Archive for January, 2009

A playful approach to the Moebius Function

January 25, 2009

The Moebius Function \mu of number theory seems to be defined in a rather artificial way:

\mu (n) = 1 if n is the product of an even number of distinct primes,
\mu (n) = -1 if n is the product of an odd number of distinct primes and
\mu (n) = 0   otherwise, i.e. if n is  not squarefree.

James Tanton gives a playful approach to \mu in his article “An Illuminating Introduction to the Moebius Function”, MAA Focus, March 2007, P. 16-17. It starts with the following game: Imagine a row of 100 coins — all equal and all with heads up. Also imagine 100 players. The first player flips every coin. The second player flips every other coin, the third player every third coin, …, the nth player flips every nth coin. Now, the question arises: Which coins show tails up after 100 rounds?
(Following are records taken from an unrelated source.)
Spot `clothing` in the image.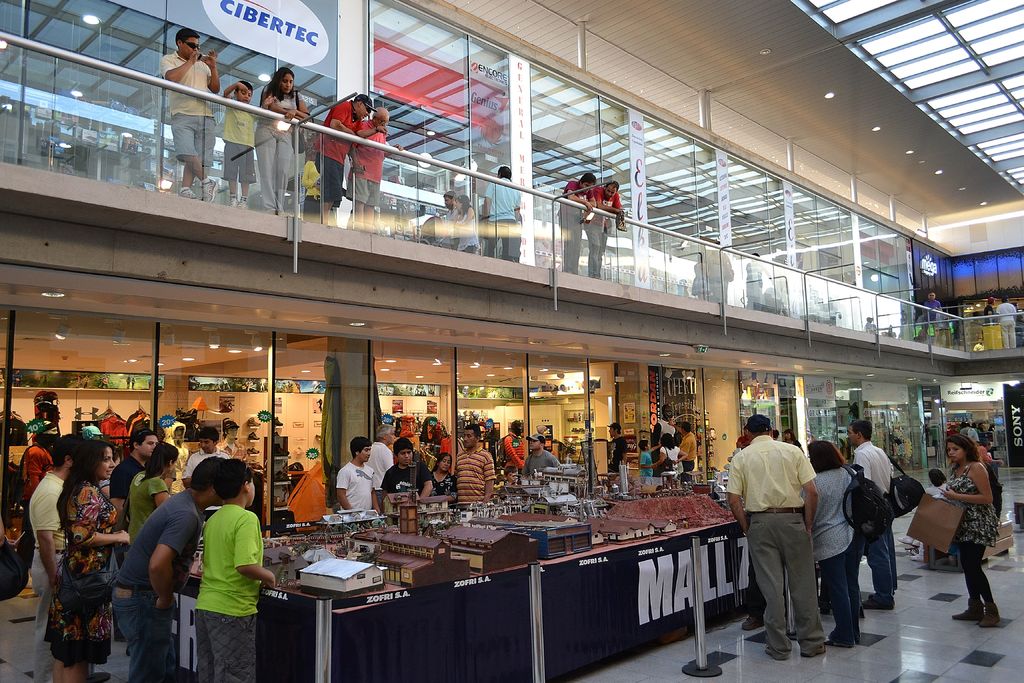
`clothing` found at <box>163,418,184,497</box>.
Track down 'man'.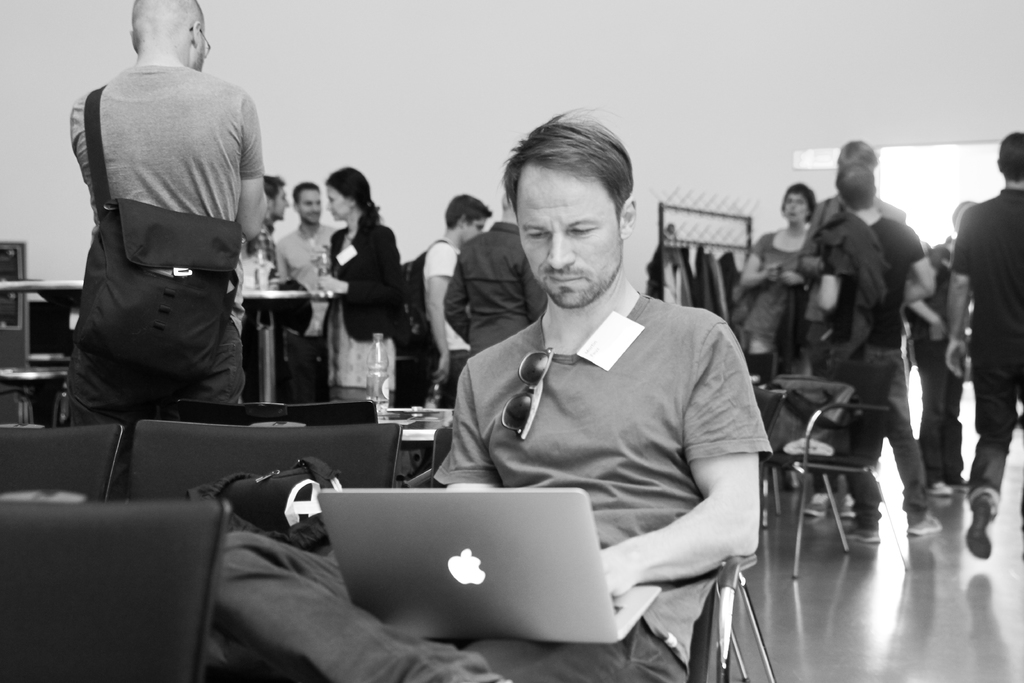
Tracked to bbox=(422, 196, 494, 409).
Amazingly, it is all those whose position is a perfect square.

This game is then generalized to a row of light bulbs where every light bulb can cycle through k different states: 0, 1, ..., k-1 and returns to state 0 after state k-1. Imagine an infinite row of such light bulbs and face the following task: Which of the players (characterized above) do you have to send down the row (several ones certainly repeatedly) to set the first bulb into state 1 and all others into state 0? Tanton then proves the following claim:

If the nth player works the row \mu(n) times (where we read -1  as k-1), then bulb 1 will be in state 1 and all others will be in state 0.

This approach also gives access to the multiplicity of the Moebius function and the Moebius inversion formula.